‘Network of Agricultural Rebels’: Uncovering Records of a Food Revolution

Jeffrey C. Sanders is a professor in WSU’s Department of History in Pullman. He is author of Razing Kids: Youth, Environment, and the Postwar American West (Cambridge University Press, 2020), Seattle and the Roots of Urban Sustainability: Inventing Ecotopia (University of Pittsburgh Press, 2012), and McClellan Park: The Life and Death of an Urban Green Space (Albuquerque Museum Press, 2004). Sanders’ teaching and research focus on the relationship between place, politics, and culture in the 20th-century United States. He teaches Pacific Northwest history, environmental history, and research seminars. In his classes, Sanders emphasizes original research projects that draw on rich local primary source collections and oral histories available at WSU’s Manuscripts, Archives, and Special Collections, helping students consider the layered historical landscapes and people of this region. To learn more about Sanders, see his Department of History profile.
Little did I know that researching a 1970s urban agriculture group in Seattle would lead me hundreds of miles away across a mountain range and to the Palouse. In the early spring of 2005, I was a history doctoral student deep in dissertation mode and trying to write one of the final chapters. It focused on Seattle Tilth, a loose coalition of young people who had built an urban gardening center on the grounds of an old school in a Seattle neighborhood.

On the surface, the collective seemed like just another one of those scruffy, short-lived, hippie-back-to-the-land groups prevalent in the early 1970s. In the wake of Silent Spring, the Whole Earth Catalog, and the regional cult novel Ecotopia, activists like these indulged fantasies of a city remade with salmon swimming in daylighted streams, community gardens in vacant lots, and an endless bounty of organic kale.
We like to believe we are all researchers now, everything at our fingertips, digitized, a click away. It isn’t true. It was especially untrue in 2005. I was surprised but undeterred then when I found that many of Seattle Tilth’s records were only available hundreds of miles from the city in a little town called Pullman at an archive with an intriguing name: “MASC.”

Historians tend to take outsize pride in their efforts to discover documents in far-flung places, tracking down leads, sifting to find nuggets. So off I drove, with my wife and my infant child, over icy highways and through snow-dusted Palouse hills to find this “MASC,” the place where my sources were supposedly located.
Here I thought I was telling a story about the big city. But it turned out to be a narrative of regional relationships. Many founding members of the umbrella group Northwest Tilth discovered their vocation in agriculture programs at WSU and other eastern Washington colleges. Unhappy with the prevailing industrial agriculture system of that period, they launched a countercultural doppelganger of the land-grant mission.

With the help of MASC archivists, I found a trove of records documenting a regionwide network of agricultural rebels: folders stuffed with mimeographed manifestos, impassioned letters between idealistic young students about the health of soil, conference proceedings, and so many newsletters.
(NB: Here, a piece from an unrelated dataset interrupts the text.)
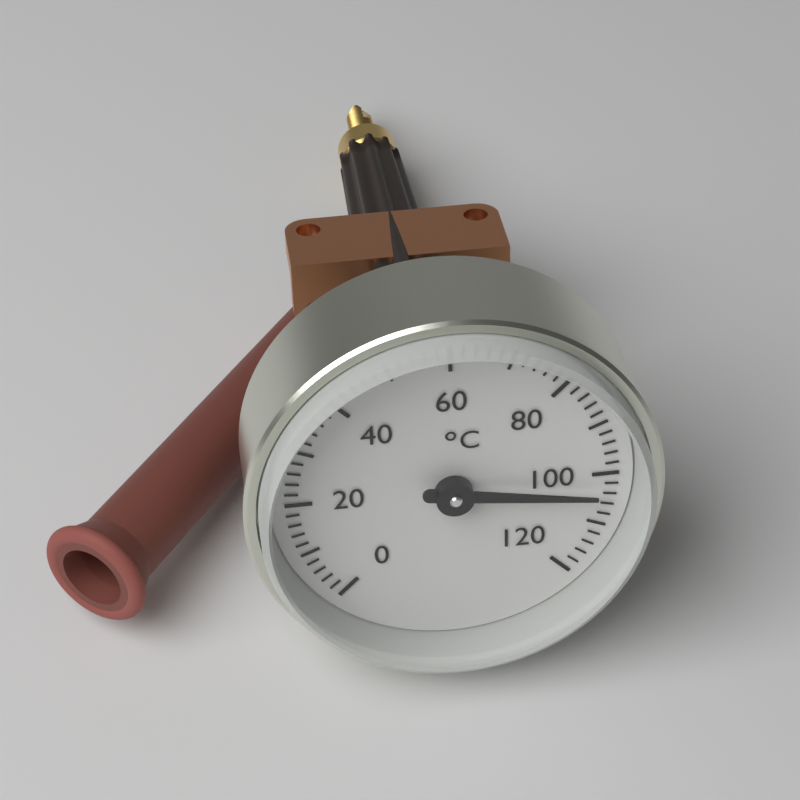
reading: 104 °C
They put their shoulders to the wheel to change the food system and educated a new generation of farmers and consumers, in city and country alike. The university’s organic agriculture program and the Tilth Association-affiliated WSU Eggert Family Organic Farm owe a lot to these founders.
By stewarding these boxes of sources, MASC made it possible for me (and others who have followed) to piece together this history.
“Is it local?” has become a cliché by now and regional “food security” a prevailing concern. But to trace the origins of these ideas and practices—what it took to launch a food revolution—required that someone hold on to ephemeral things, including dirt- and water-stained farm logs and youthful pronouncements about permaculture from long ago.

By the 1980s, Northwest Tilth and another seedling called Oregon Tilth would play key roles in the organic certification and sustainable agriculture movement in the Northwest and beyond. What I learned was not only the history of this pivotal organization, but also the link between urban and rural places that really animated their work—how they hoped to inform their comrades in places like Seattle and Portland about how to grow their own crops and where most of their food comes from.
I finally finished my dissertation. Two years later, I applied for a position teaching environmental history at WSU. I made the now-familiar drive to campus in late spring for an on-campus interview and got the job. When I began writing the book based on the original research, I could easily check my sources now with my office just steps away from MASC. I had the privilege of visiting the collection at my leisure as I got to know my new colleagues in the libraries.
And so, the seeds of my research and my career, unearthed in a distant archive, ultimately blossomed just across the quad.